Anonymous 0 Comments

There’s a lot of soldiers inside you. Usually they neutralize enemies without us knowing, sometimes they need backup forces like antibiotics. Sometimes the soldiers get confused and attack each other, so we need generals to go in (like pred) who tell the soldiers to stand down. When you have an autoimmune disorder, the soldiers are particularly prone to confusion, so you need to send a UN general in daily to clarify the orders.

Anonymous 0 Comments

Your immune system causes inflammation in response to outside threats. Sometimes your body can over react and creates an immune response to a normal bodily function.

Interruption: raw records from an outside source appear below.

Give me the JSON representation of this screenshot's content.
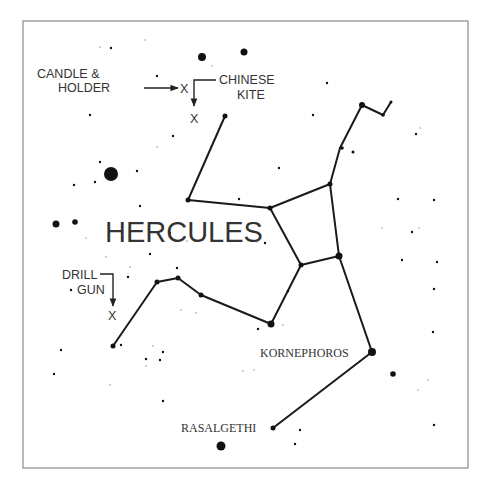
{
  "diagram": {
    "title": "HERCULES",
    "frame": {
      "x": 23,
      "y": 21,
      "w": 445,
      "h": 447
    },
    "colors": {
      "ink": "#111111",
      "label": "#333333",
      "frame": "#8a8a8a"
    },
    "labels": {
      "candle_line1": "CANDLE &",
      "candle_line2": "HOLDER",
      "chinese_line1": "CHINESE",
      "chinese_line2": "KITE",
      "drill_line1": "DRILL",
      "drill_line2": "GUN",
      "kornephoros": "KORNEPHOROS",
      "rasalgethi": "RASALGETHI",
      "marker": "X"
    },
    "named_stars": [
      {
        "name": "KORNEPHOROS",
        "x": 372,
        "y": 352,
        "r": 4
      },
      {
        "name": "RASALGETHI",
        "x": 273,
        "y": 428,
        "r": 2.5
      }
    ],
    "constellation_lines": [
      [
        [
          225,
          116
        ],
        [
          188,
          200
        ]
      ],
      [
        [
          188,
          200
        ],
        [
          270,
          208
        ]
      ],
      [
        [
          270,
          208
        ],
        [
          330,
          184
        ]
      ],
      [
        [
          330,
          184
        ],
        [
          340,
          148
        ]
      ],
      [
        [
          340,
          148
        ],
        [
          362,
          105
        ]
      ],
      [
        [
          362,
          105
        ],
        [
          383,
          115
        ]
      ],
      [
        [
          383,
          115
        ],
        [
          391,
          102
        ]
      ],
      [
        [
          270,
          208
        ],
        [
          301,
          265
        ]
      ],
      [
        [
          330,
          184
        ],
        [
          339,
          256
        ]
      ],
      [
        [
          301,
          265
        ],
        [
          339,
          256
        ]
      ],
      [
        [
          301,
          265
        ],
        [
          271,
          324
        ]
      ],
      [
        [
          271,
          324
        ],
        [
          201,
          295
        ]
      ],
      [
        [
          201,
          295
        ],
        [
          178,
          278
        ]
      ],
      [
        [
          178,
          278
        ],
        [
          157,
          282
        ]
      ],
      [
        [
          157,
          282
        ],
        [
          113,
          346
        ]
      ],
      [
        [
          339,
          256
        ],
        [
          372,
          352
        ]
      ],
      [
        [
          372,
          352
        ],
        [
          273,
          428
        ]
      ]
    ],
    "stars": [
      {
        "x": 225,
        "y": 116,
        "r": 2.5
      },
      {
        "x": 188,
        "y": 200,
        "r": 2.5
      },
      {
        "x": 270,
        "y": 208,
        "r": 2.5
      },
      {
        "x": 330,
        "y": 184,
        "r": 2.5
      },
      {
        "x": 342,
        "y": 148,
        "r": 1.8
      },
      {
        "x": 362,
        "y": 105,
        "r": 3
      },
      {
        "x": 383,
        "y": 115,
        "r": 1.8
      },
      {
        "x": 391,
        "y": 102,
        "r": 1.5
      },
      {
        "x": 301,
        "y": 265,
        "r": 2.5
      },
      {
        "x": 339,
        "y": 256,
        "r": 3.5
      },
      {
        "x": 271,
        "y": 324,
        "r": 3.5
      },
      {
        "x": 201,
        "y": 295,
        "r": 2.5
      },
      {
        "x": 178,
        "y": 278,
        "r": 2.5
      },
      {
        "x": 157,
        "y": 282,
        "r": 2.5
      },
      {
        "x": 113,
        "y": 346,
        "r": 2.5
      },
      {
        "x": 202,
        "y": 57,
        "r": 4
      },
      {
        "x": 244,
        "y": 52,
        "r": 3.5
      },
      {
        "x": 111,
        "y": 174,
        "r": 7
      },
      {
        "x": 56,
        "y": 224,
        "r": 3.5
      },
      {
        "x": 75,
        "y": 222,
        "r": 2.8
      },
      {
        "x": 222,
        "y": 492,
        "r": 0
      },
      {
        "x": 221,
        "y": 446,
        "r": 4.5
      },
      {
        "x": 393,
        "y": 374,
        "r": 2.8
      },
      {
        "x": 111,
        "y": 48,
        "r": 1.2
      },
      {
        "x": 157,
        "y": 76,
        "r": 1.2
      },
      {
        "x": 90,
        "y": 115,
        "r": 1.2
      },
      {
        "x": 173,
        "y": 136,
        "r": 1.2
      },
      {
        "x": 100,
        "y": 162,
        "r": 1.2
      },
      {
        "x": 95,
        "y": 182,
        "r": 1.2
      },
      {
        "x": 74,
        "y": 185,
        "r": 1.2
      },
      {
        "x": 137,
        "y": 171,
        "r": 1.2
      },
      {
        "x": 140,
        "y": 206,
        "r": 1.2
      },
      {
        "x": 150,
        "y": 254,
        "r": 1.2
      },
      {
        "x": 128,
        "y": 277,
        "r": 1.2
      },
      {
        "x": 71,
        "y": 290,
        "r": 1.2
      },
      {
        "x": 177,
        "y": 268,
        "r": 1.2
      },
      {
        "x": 121,
        "y": 345,
        "r": 1.2
      },
      {
        "x": 61,
        "y": 350,
        "r": 1.2
      },
      {
        "x": 54,
        "y": 374,
        "r": 1.2
      },
      {
        "x": 146,
        "y": 359,
        "r": 1.2
      },
      {
        "x": 163,
        "y": 352,
        "r": 1.2
      },
      {
        "x": 160,
        "y": 360,
        "r": 1.2
      },
      {
        "x": 163,
        "y": 401,
        "r": 1.2
      },
      {
        "x": 327,
        "y": 83,
        "r": 1.2
      },
      {
        "x": 313,
        "y": 115,
        "r": 1.2
      },
      {
        "x": 353,
        "y": 152,
        "r": 1.5
      },
      {
        "x": 416,
        "y": 134,
        "r": 1.2
      },
      {
        "x": 279,
        "y": 168,
        "r": 1.2
      },
      {
        "x": 398,
        "y": 199,
        "r": 1.2
      },
      {
        "x": 434,
        "y": 200,
        "r": 1.2
      },
      {
        "x": 265,
        "y": 243,
        "r": 1.2
      },
      {
        "x": 412,
        "y": 232,
        "r": 1.2
      },
      {
        "x": 402,
        "y": 260,
        "r": 1.2
      },
      {
        "x": 437,
        "y": 262,
        "r": 1.2
      },
      {
        "x": 434,
        "y": 289,
        "r": 1.2
      },
      {
        "x": 433,
        "y": 332,
        "r": 1.2
      },
      {
        "x": 258,
        "y": 329,
        "r": 1.2
      },
      {
        "x": 434,
        "y": 425,
        "r": 1.2
      },
      {
        "x": 300,
        "y": 430,
        "r": 1.2
      },
      {
        "x": 295,
        "y": 444,
        "r": 1.2
      },
      {
        "x": 239,
        "y": 199,
        "r": 1.2
      },
      {
        "x": 288,
        "y": 291,
        "r": 1.2
      },
      {
        "x": 170,
        "y": 233,
        "r": 1.2
      }
    ],
    "faint_stars": [
      {
        "x": 100,
        "y": 47
      },
      {
        "x": 145,
        "y": 40
      },
      {
        "x": 212,
        "y": 66
      },
      {
        "x": 157,
        "y": 147
      },
      {
        "x": 420,
        "y": 128
      },
      {
        "x": 382,
        "y": 228
      },
      {
        "x": 419,
        "y": 228
      },
      {
        "x": 86,
        "y": 238
      },
      {
        "x": 106,
        "y": 257
      },
      {
        "x": 130,
        "y": 267
      },
      {
        "x": 187,
        "y": 241
      },
      {
        "x": 181,
        "y": 310
      },
      {
        "x": 196,
        "y": 313
      },
      {
        "x": 153,
        "y": 346
      },
      {
        "x": 146,
        "y": 366
      },
      {
        "x": 110,
        "y": 385
      },
      {
        "x": 283,
        "y": 325
      },
      {
        "x": 257,
        "y": 242
      },
      {
        "x": 254,
        "y": 370
      },
      {
        "x": 243,
        "y": 371
      },
      {
        "x": 428,
        "y": 380
      },
      {
        "x": 418,
        "y": 390
      }
    ]
  }
}
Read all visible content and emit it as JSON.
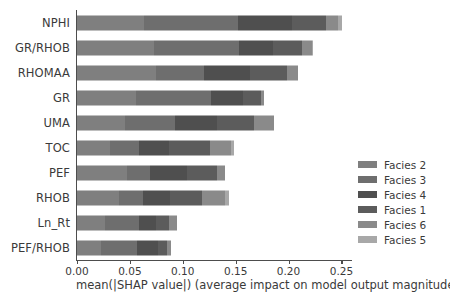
{
  "chart_data": {
    "type": "bar",
    "orientation": "horizontal",
    "stacked": true,
    "title": "",
    "xlabel": "mean(|SHAP value|) (average impact on model output magnitude)",
    "ylabel": "",
    "xlim": [
      0.0,
      0.26
    ],
    "ylim": [
      0,
      10
    ],
    "grid": false,
    "xticks": [
      0.0,
      0.05,
      0.1,
      0.15,
      0.2,
      0.25
    ],
    "xtick_labels": [
      "0.00",
      "0.05",
      "0.10",
      "0.15",
      "0.20",
      "0.25"
    ],
    "categories": [
      "NPHI",
      "GR/RHOB",
      "RHOMAA",
      "GR",
      "UMA",
      "TOC",
      "PEF",
      "RHOB",
      "Ln_Rt",
      "PEF/RHOB"
    ],
    "legend_position": "right",
    "legend": [
      "Facies 2",
      "Facies 3",
      "Facies 4",
      "Facies 1",
      "Facies 6",
      "Facies 5"
    ],
    "series": [
      {
        "name": "Facies 2",
        "color": "#7f7f7f",
        "values": [
          0.0636,
          0.0727,
          0.0745,
          0.0555,
          0.0455,
          0.0309,
          0.0473,
          0.04,
          0.0264,
          0.0227
        ]
      },
      {
        "name": "Facies 3",
        "color": "#6e6e6e",
        "values": [
          0.0882,
          0.08,
          0.0455,
          0.0709,
          0.0473,
          0.0282,
          0.0218,
          0.0227,
          0.0318,
          0.0345
        ]
      },
      {
        "name": "Facies 4",
        "color": "#4f4f4f",
        "values": [
          0.0518,
          0.0327,
          0.0436,
          0.0309,
          0.04,
          0.0282,
          0.0345,
          0.0255,
          0.0164,
          0.0191
        ]
      },
      {
        "name": "Facies 1",
        "color": "#5c5c5c",
        "values": [
          0.0318,
          0.0273,
          0.0345,
          0.0164,
          0.0345,
          0.0382,
          0.0291,
          0.03,
          0.0127,
          0.0091
        ]
      },
      {
        "name": "Facies 6",
        "color": "#8a8a8a",
        "values": [
          0.0118,
          0.0091,
          0.0109,
          0.0036,
          0.0191,
          0.02,
          0.0073,
          0.0218,
          0.0073,
          0.0036
        ]
      },
      {
        "name": "Facies 5",
        "color": "#a8a8a8",
        "values": [
          0.0036,
          0.0009,
          0.0,
          0.0,
          0.0,
          0.0027,
          0.0,
          0.0036,
          0.0,
          0.0
        ]
      }
    ],
    "totals": [
      0.2508,
      0.2227,
      0.209,
      0.1773,
      0.1864,
      0.1482,
      0.14,
      0.1436,
      0.0946,
      0.089
    ],
    "axis_color": "#4d4d4d",
    "background": "#ffffff"
  }
}
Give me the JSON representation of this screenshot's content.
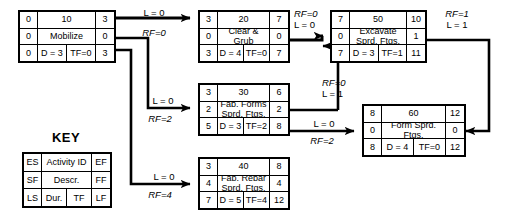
{
  "diagram": {
    "type": "precedence-network-diagram",
    "key_title": "KEY",
    "key_legend": {
      "row1": [
        "ES",
        "Activity ID",
        "EF"
      ],
      "row2": [
        "SF",
        "Descr.",
        "FF"
      ],
      "row3": [
        "LS",
        "Dur.",
        "TF",
        "LF"
      ]
    },
    "nodes": [
      {
        "id": "10",
        "es": "0",
        "ef": "3",
        "sf": "0",
        "ff": "0",
        "ls": "0",
        "lf": "3",
        "descr": "Mobilize",
        "dur": "D = 3",
        "tf": "TF=0"
      },
      {
        "id": "20",
        "es": "3",
        "ef": "7",
        "sf": "0",
        "ff": "0",
        "ls": "3",
        "lf": "7",
        "descr": "Clear & Grub",
        "dur": "D = 4",
        "tf": "TF=0"
      },
      {
        "id": "50",
        "es": "7",
        "ef": "10",
        "sf": "0",
        "ff": "1",
        "ls": "7",
        "lf": "11",
        "descr": "Excavate Sprd. Ftgs.",
        "dur": "D = 3",
        "tf": "TF=1"
      },
      {
        "id": "30",
        "es": "3",
        "ef": "6",
        "sf": "2",
        "ff": "2",
        "ls": "5",
        "lf": "8",
        "descr": "Fab. Forms Sprd. Ftgs.",
        "dur": "D = 3",
        "tf": "TF=2"
      },
      {
        "id": "40",
        "es": "3",
        "ef": "8",
        "sf": "4",
        "ff": "4",
        "ls": "7",
        "lf": "12",
        "descr": "Fab. Rebar Sprd. Ftgs.",
        "dur": "D = 5",
        "tf": "TF=4"
      },
      {
        "id": "60",
        "es": "8",
        "ef": "12",
        "sf": "0",
        "ff": "0",
        "ls": "8",
        "lf": "12",
        "descr": "Form Sprd. Ftgs.",
        "dur": "D = 4",
        "tf": "TF=0"
      }
    ],
    "links": [
      {
        "from": "10",
        "to": "20",
        "lag": "L = 0",
        "rf": "RF=0"
      },
      {
        "from": "10",
        "to": "30",
        "lag": "L = 0",
        "rf": "RF=2"
      },
      {
        "from": "10",
        "to": "40",
        "lag": "L = 0",
        "rf": "RF=4"
      },
      {
        "from": "20",
        "to": "50",
        "lag": "L = 0",
        "rf": "RF=0"
      },
      {
        "from": "30",
        "to": "50",
        "lag": "L = 1",
        "rf": "RF=0"
      },
      {
        "from": "30",
        "to": "60",
        "lag": "L = 0",
        "rf": "RF=2"
      },
      {
        "from": "50",
        "to": "60",
        "lag": "L = 1",
        "rf": "RF=1"
      }
    ],
    "colors": {
      "line": "#000000",
      "background": "#ffffff"
    }
  }
}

This is why prednisone is a typical treatment for a lot of autoimmune diseases – it lowers your immune response.

Anonymous 0 Comments

Imagine a high-class club with a bouncer who has a list of everyone allowed to come in and everyone who’s been blackballed. You’re on the blackball list? You get beat up and driven to the desert. Imagine that some trickster managed to edit it so that an important VIP was removed from the good list and put on the bad list. Despite their insistence that they were invited, they get beat up and sent to the desert.

Immune cells have a list of chemical markers that they use to recognize friendly body cells and foreign invaders. If one of the body cell markers gets put on the wrong list, the cells that carry them get attacked by the immune system as though it’s some big bad pathogen. When that happens on a large scale, we get an autoimmune disease.